Like it or not, coronavirus made working at home an unchosen reality for you and your workforce.

Individuals in your virtual workforce are likely to still be organised in what is now the virtual version of the team that they were in when in the office. And that virtual team now has a virtual leader.

Virtual Leadership


Some leaders are used to manging a virtual team. For example a software engineering team in eastern Europe delivering into their client manager in London. For other virtual leaders this is a completely new experience, and they will rely on their innate capability to master it.

As an Exec, responsible and accountable for the success of a significant part of your company, how do you ensure that engagement, morale and productivity is maintained when, for many, this new way of working is a challenge.

In other posts we note that digital transformation is not so much about the lack of digital tools - many companies invest heavily, but rather the need for leadership to change the organisational structure and the behaviours of those in it. The skills needed by your managers when they become virtual leaders are the same skills they - and you - need to achieve digital mastery.

So, its not the lack of tooling that is a challenge, rather its your managers' lack of experience in using them, and in using them to empower the team to work in a new way.

Virtual Leadership Skills


Digital fluency, facilitating collaboration, cultural agility, and helping others build strong networks are the top skills needed more often by virtual leaders than office leaders.

In our view, this is a prioritised list of what your virtual leaders must be good at:

  1. Tool mastery - the ability to use digital tools to communicate and collaborate with remote workers, and to use them in the natural way of a millennial.
  2. Team oneness - the ability to develop a sense of team unity, a sense of purpose and direction that they all share.
  3. Individual motivation - the ability to energise their individual team members, motivate and engage.

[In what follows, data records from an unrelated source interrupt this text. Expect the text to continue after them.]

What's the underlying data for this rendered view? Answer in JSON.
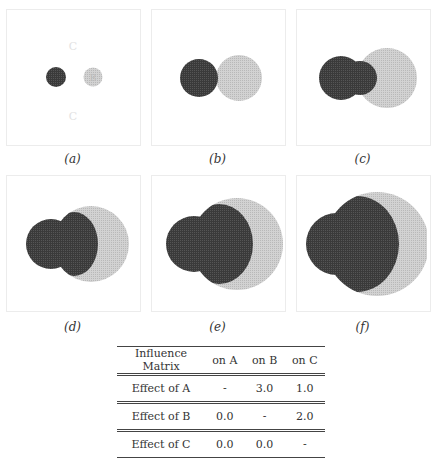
{
  "panels": [
    {
      "caption": "(a)"
    },
    {
      "caption": "(b)"
    },
    {
      "caption": "(c)"
    },
    {
      "caption": "(d)"
    },
    {
      "caption": "(e)"
    },
    {
      "caption": "(f)"
    }
  ],
  "panel_a_labels": {
    "top": "C",
    "bottom": "C",
    "right_circle": "B"
  },
  "colors": {
    "dark": "#3a3a3a",
    "light": "#cfcfcf",
    "frame": "#ececec"
  },
  "table": {
    "headers": [
      "Influence Matrix",
      "on A",
      "on B",
      "on C"
    ],
    "rows": [
      [
        "Effect of A",
        "-",
        "3.0",
        "1.0"
      ],
      [
        "Effect of B",
        "0.0",
        "-",
        "2.0"
      ],
      [
        "Effect of C",
        "0.0",
        "0.0",
        "-"
      ]
    ]
  }
}
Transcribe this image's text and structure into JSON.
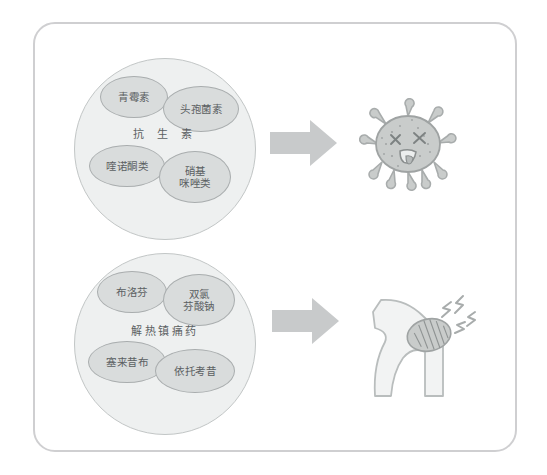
{
  "diagram": {
    "title_present": false,
    "frame": {
      "name": "rounded-card-frame",
      "border_color": "#cfcfd1"
    },
    "colors": {
      "group_circle_fill": "#eef0f0",
      "group_circle_stroke": "#c2c6c6",
      "drug_bubble_fill": "#d9dcdc",
      "drug_bubble_stroke": "#a9adae",
      "arrow_fill": "#c8cacb",
      "text": "#5b6062",
      "germ_fill": "#c9cccb",
      "knee_fill": "#f2f3f3",
      "knee_stroke": "#b9bdbd",
      "patella_fill": "#c9cccb"
    },
    "groups": [
      {
        "id": "antibiotics",
        "center_label": "抗 生 素",
        "drugs": [
          {
            "id": "penicillin",
            "label": "青霉素"
          },
          {
            "id": "cephalosporin",
            "label": "头孢菌素"
          },
          {
            "id": "quinolones",
            "label": "喹诺酮类"
          },
          {
            "id": "nitroimidazoles",
            "label": "硝基\n咪唑类"
          }
        ],
        "result": {
          "id": "dead-germ",
          "name": "dead-germ-illustration",
          "description": "germ with X eyes and tongue out"
        }
      },
      {
        "id": "antipyretic-analgesics",
        "center_label": "解热镇痛药",
        "drugs": [
          {
            "id": "ibuprofen",
            "label": "布洛芬"
          },
          {
            "id": "diclofenac-sodium",
            "label": "双氯\n芬酸钠"
          },
          {
            "id": "celecoxib",
            "label": "塞来昔布"
          },
          {
            "id": "etoricoxib",
            "label": "依托考昔"
          }
        ],
        "result": {
          "id": "painful-knee",
          "name": "painful-knee-illustration",
          "description": "bent knee joint with pain marks"
        }
      }
    ],
    "arrows": [
      {
        "id": "arrow-antibiotics",
        "direction": "right"
      },
      {
        "id": "arrow-analgesics",
        "direction": "right"
      }
    ]
  }
}
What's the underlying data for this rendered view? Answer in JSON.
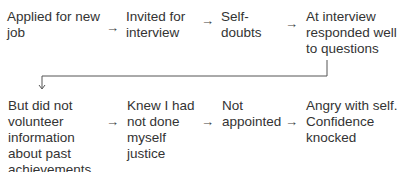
{
  "diagram": {
    "row1": [
      {
        "lines": [
          "Applied for new",
          "job"
        ]
      },
      {
        "lines": [
          "Invited for",
          "interview"
        ]
      },
      {
        "lines": [
          "Self-",
          "doubts"
        ]
      },
      {
        "lines": [
          "At interview",
          "responded well",
          "to questions"
        ]
      }
    ],
    "row2": [
      {
        "lines": [
          "But did not",
          "volunteer",
          "information",
          "about past",
          "achievements"
        ]
      },
      {
        "lines": [
          "Knew I had",
          "not done",
          "myself",
          "justice"
        ]
      },
      {
        "lines": [
          "Not",
          "appointed"
        ]
      },
      {
        "lines": [
          "Angry with self.",
          "Confidence",
          "knocked"
        ]
      }
    ],
    "arrow_glyph": "→",
    "down_arrow_glyph": "↓"
  }
}
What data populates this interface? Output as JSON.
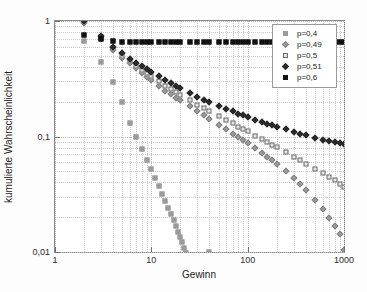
{
  "chart_data": {
    "type": "scatter",
    "title": "",
    "xlabel": "Gewinn",
    "ylabel": "kumulierte Wahrscheinlichkeit",
    "xscale": "log",
    "yscale": "log",
    "xlim": [
      1,
      1000
    ],
    "ylim": [
      0.01,
      1
    ],
    "grid": true,
    "legend_position": "top-right",
    "xticks": [
      "1",
      "10",
      "100",
      "1000"
    ],
    "xtick_values": [
      1,
      10,
      100,
      1000
    ],
    "yticks": [
      "1",
      "0,1",
      "0,01"
    ],
    "ytick_values": [
      1,
      0.1,
      0.01
    ],
    "series": [
      {
        "name": "p=0,4",
        "marker": "square",
        "color": "#9a9a9a",
        "fill": "#9a9a9a",
        "x": [
          2,
          3,
          4,
          5,
          6,
          7,
          8,
          9,
          10,
          11,
          12,
          13,
          14,
          15,
          16,
          17,
          18,
          19,
          20,
          21,
          22,
          23,
          24,
          25,
          26,
          27,
          28,
          29,
          30,
          31,
          32,
          33,
          34,
          35,
          36,
          37,
          38,
          39,
          40
        ],
        "y": [
          0.667,
          0.444,
          0.296,
          0.198,
          0.132,
          0.1,
          0.078,
          0.063,
          0.052,
          0.0437,
          0.0372,
          0.032,
          0.0277,
          0.0242,
          0.0213,
          0.0188,
          0.0167,
          0.0149,
          0.0134,
          0.0121,
          0.0109,
          0.00985,
          0.00893,
          0.00811,
          0.00738,
          0.00672,
          0.00613,
          0.0056,
          0.00512,
          0.00469,
          0.0043,
          0.00394,
          0.00362,
          0.00333,
          0.00306,
          0.00282,
          0.0026,
          0.0024,
          0.01
        ]
      },
      {
        "name": "p=0,49",
        "marker": "diamond",
        "color": "#808080",
        "fill": "#9d9d9d",
        "x": [
          2,
          3,
          4,
          5,
          6,
          7,
          8,
          9,
          10,
          12,
          14,
          16,
          18,
          20,
          25,
          30,
          35,
          40,
          50,
          60,
          70,
          80,
          90,
          100,
          120,
          140,
          160,
          180,
          200,
          250,
          300,
          350,
          400,
          500,
          600,
          700,
          800,
          900,
          1000
        ],
        "y": [
          0.96,
          0.7,
          0.56,
          0.48,
          0.43,
          0.39,
          0.355,
          0.33,
          0.31,
          0.275,
          0.25,
          0.232,
          0.217,
          0.205,
          0.182,
          0.165,
          0.153,
          0.143,
          0.127,
          0.115,
          0.106,
          0.099,
          0.093,
          0.088,
          0.079,
          0.072,
          0.066,
          0.062,
          0.058,
          0.05,
          0.0435,
          0.0385,
          0.0345,
          0.028,
          0.0235,
          0.0198,
          0.0168,
          0.0143,
          0.0105
        ]
      },
      {
        "name": "p=0,5",
        "marker": "square",
        "color": "#6d6d6d",
        "fill": "#e6e6e6",
        "x": [
          2,
          3,
          4,
          5,
          6,
          7,
          8,
          9,
          10,
          12,
          14,
          16,
          18,
          20,
          25,
          30,
          35,
          40,
          50,
          60,
          70,
          80,
          90,
          100,
          120,
          140,
          160,
          180,
          200,
          250,
          300,
          350,
          400,
          500,
          600,
          700,
          800,
          900,
          1000
        ],
        "y": [
          1.0,
          0.72,
          0.58,
          0.5,
          0.448,
          0.41,
          0.378,
          0.353,
          0.333,
          0.3,
          0.275,
          0.257,
          0.242,
          0.229,
          0.205,
          0.188,
          0.176,
          0.166,
          0.15,
          0.139,
          0.13,
          0.122,
          0.116,
          0.111,
          0.102,
          0.095,
          0.09,
          0.085,
          0.081,
          0.073,
          0.067,
          0.062,
          0.058,
          0.052,
          0.048,
          0.045,
          0.042,
          0.039,
          0.0365
        ]
      },
      {
        "name": "p=0,51",
        "marker": "diamond",
        "color": "#2a2a2a",
        "fill": "#2a2a2a",
        "x": [
          2,
          3,
          4,
          5,
          6,
          7,
          8,
          9,
          10,
          12,
          14,
          16,
          18,
          20,
          25,
          30,
          35,
          40,
          50,
          60,
          70,
          80,
          90,
          100,
          120,
          140,
          160,
          180,
          200,
          250,
          300,
          350,
          400,
          500,
          600,
          700,
          800,
          900,
          1000
        ],
        "y": [
          1.0,
          0.735,
          0.6,
          0.525,
          0.472,
          0.435,
          0.405,
          0.382,
          0.362,
          0.331,
          0.307,
          0.289,
          0.274,
          0.262,
          0.238,
          0.221,
          0.209,
          0.199,
          0.184,
          0.173,
          0.165,
          0.158,
          0.153,
          0.148,
          0.14,
          0.134,
          0.129,
          0.125,
          0.122,
          0.115,
          0.11,
          0.106,
          0.103,
          0.098,
          0.094,
          0.092,
          0.089,
          0.087,
          0.0855
        ]
      },
      {
        "name": "p=0,6",
        "marker": "square",
        "color": "#111111",
        "fill": "#111111",
        "x": [
          2,
          3,
          4,
          5,
          6,
          7,
          8,
          9,
          10,
          12,
          14,
          16,
          18,
          20,
          25,
          30,
          35,
          40,
          50,
          60,
          70,
          80,
          90,
          100,
          120,
          140,
          160,
          180,
          200,
          250,
          300,
          350,
          400,
          500,
          600,
          700,
          800,
          900,
          1000
        ],
        "y": [
          0.75,
          0.695,
          0.672,
          0.662,
          0.658,
          0.656,
          0.655,
          0.6545,
          0.654,
          0.6535,
          0.6533,
          0.6532,
          0.6531,
          0.653,
          0.653,
          0.653,
          0.653,
          0.653,
          0.653,
          0.653,
          0.653,
          0.653,
          0.653,
          0.653,
          0.653,
          0.653,
          0.653,
          0.653,
          0.653,
          0.653,
          0.653,
          0.653,
          0.653,
          0.653,
          0.653,
          0.653,
          0.653,
          0.653,
          0.653
        ]
      }
    ]
  }
}
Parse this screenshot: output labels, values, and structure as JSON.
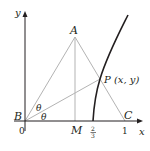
{
  "figure": {
    "axes": {
      "x_label": "x",
      "y_label": "y",
      "origin_label": "0"
    },
    "points": {
      "A": "A",
      "B": "B",
      "C": "C",
      "M": "M",
      "P": "P (x, y)"
    },
    "angles": {
      "upper": "θ",
      "lower": "θ"
    },
    "ticks": {
      "two_thirds_num": "2",
      "two_thirds_den": "3",
      "one": "1"
    },
    "colors": {
      "triangle": "#b3b3b3",
      "curve": "#231f20",
      "axes": "#231f20"
    }
  }
}
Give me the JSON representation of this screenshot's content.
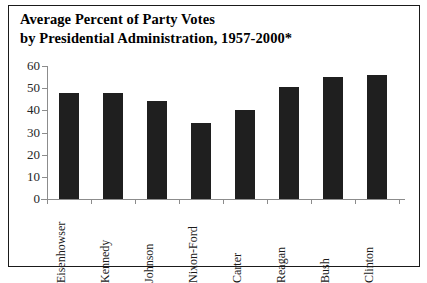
{
  "title": {
    "line1": "Average Percent of Party Votes",
    "line2": "by Presidential Administration, 1957-2000*"
  },
  "chart_data": {
    "type": "bar",
    "title": "Average Percent of Party Votes by Presidential Administration, 1957-2000*",
    "xlabel": "",
    "ylabel": "",
    "ylim": [
      0,
      60
    ],
    "yticks": [
      "0",
      "10",
      "20",
      "30",
      "40",
      "50",
      "60"
    ],
    "grid": false,
    "legend": "none",
    "categories": [
      "Eisenhowser",
      "Kennedy",
      "Johnson",
      "Nixon-Ford",
      "Carter",
      "Reagan",
      "Bush",
      "Clinton"
    ],
    "values": [
      48,
      48,
      44,
      34.5,
      40,
      50.5,
      55,
      56
    ],
    "bar_color": "#1f1f1f",
    "axis_color": "#8c8c8c",
    "border_color": "#1a1a1a"
  }
}
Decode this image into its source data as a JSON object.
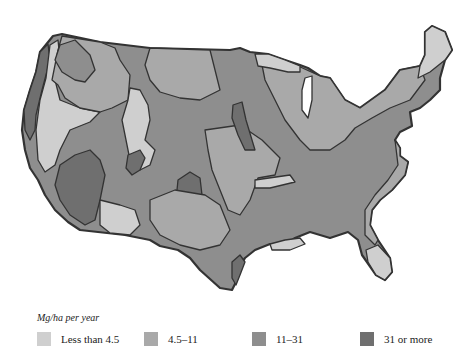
{
  "map": {
    "subject": "United States (contiguous) productivity map",
    "outline_color": "#333333",
    "classes": [
      {
        "label": "Less than 4.5",
        "color": "#cfcfcf"
      },
      {
        "label": "4.5–11",
        "color": "#a9a9a9"
      },
      {
        "label": "11–31",
        "color": "#8e8e8e"
      },
      {
        "label": "31 or more",
        "color": "#6f6f6f"
      }
    ]
  },
  "legend": {
    "title": "Mg/ha per year",
    "items": [
      {
        "label": "Less than 4.5",
        "color": "#cfcfcf"
      },
      {
        "label": "4.5–11",
        "color": "#a9a9a9"
      },
      {
        "label": "11–31",
        "color": "#8e8e8e"
      },
      {
        "label": "31 or more",
        "color": "#6f6f6f"
      }
    ]
  }
}
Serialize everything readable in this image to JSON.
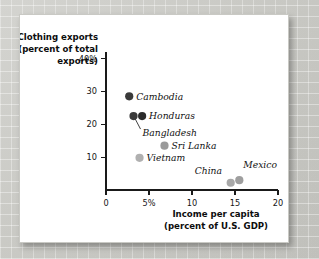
{
  "chart_data": {
    "type": "scatter",
    "title": "",
    "xlabel": "Income per capita (percent of U.S. GDP)",
    "ylabel": "Clothing exports (percent of total exports)",
    "xlabel_line1": "Income per capita",
    "xlabel_line2": "(percent of U.S. GDP)",
    "ylabel_line1": "Clothing exports",
    "ylabel_line2": "(percent of total",
    "ylabel_line3": "exports)",
    "xlim": [
      0,
      20
    ],
    "ylim": [
      0,
      42
    ],
    "grid": false,
    "legend": "none",
    "xticks": [
      0,
      5,
      10,
      15,
      20
    ],
    "xtick_labels": [
      "0",
      "5%",
      "10",
      "15",
      "20"
    ],
    "yticks": [
      10,
      20,
      30,
      40
    ],
    "ytick_labels": [
      "10",
      "20",
      "30",
      "40%"
    ],
    "points": [
      {
        "label": "Cambodia",
        "x": 2.7,
        "y": 28.5,
        "color": "#3a3a3a",
        "label_dx": 7,
        "label_dy": 3.2,
        "leader": false
      },
      {
        "label": "Bangladesh",
        "x": 3.2,
        "y": 22.5,
        "color": "#3a3a3a",
        "label_dx": 9,
        "label_dy": 20,
        "leader": true
      },
      {
        "label": "Honduras",
        "x": 4.2,
        "y": 22.5,
        "color": "#2b2b2b",
        "label_dx": 7,
        "label_dy": 3.2,
        "leader": false
      },
      {
        "label": "Sri Lanka",
        "x": 6.8,
        "y": 13.5,
        "color": "#9a9a9a",
        "label_dx": 7,
        "label_dy": 3.2,
        "leader": false
      },
      {
        "label": "Vietnam",
        "x": 3.9,
        "y": 9.8,
        "color": "#b0b0b0",
        "label_dx": 7,
        "label_dy": 3.2,
        "leader": false
      },
      {
        "label": "China",
        "x": 14.5,
        "y": 2.2,
        "color": "#a8a8a8",
        "label_dx": -36,
        "label_dy": -9,
        "leader": false
      },
      {
        "label": "Mexico",
        "x": 15.5,
        "y": 3.0,
        "color": "#9e9e9e",
        "label_dx": 4,
        "label_dy": -12,
        "leader": false
      }
    ],
    "colors": {
      "dark_marker": "#3a3a3a",
      "light_marker": "#a8a8a8",
      "axis": "#1a1a1a",
      "text": "#111111",
      "card_background": "#ffffff",
      "page_background": "#d8d8d4"
    }
  }
}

The ability to relate to individuals and to understand and respond to their hopes and fears.
  4. A connector - the ability to help their team members reach out to others they need to be in touch with, and to build their networks.
  5. Cultural awareness - the ability to recognise that each of us has different strands to our identity, so we must be aware how others think and act, and be careful to avoid pitfalls.

Of course, the list above is just as true for your leaders when they are in the office, but these traits become much more important when they need to lead teams who all sit apart.

Training designed and delivered specifically for virtual leaders is not commonly done, but is provided by 4.5 times more high-performance organisations than lower-performers. That's not surprising, because, as we've noted, these are the same skills that you need in your organisation to achieve digital mastery, and the increased revenue of those companies who are already digital masters is well documented.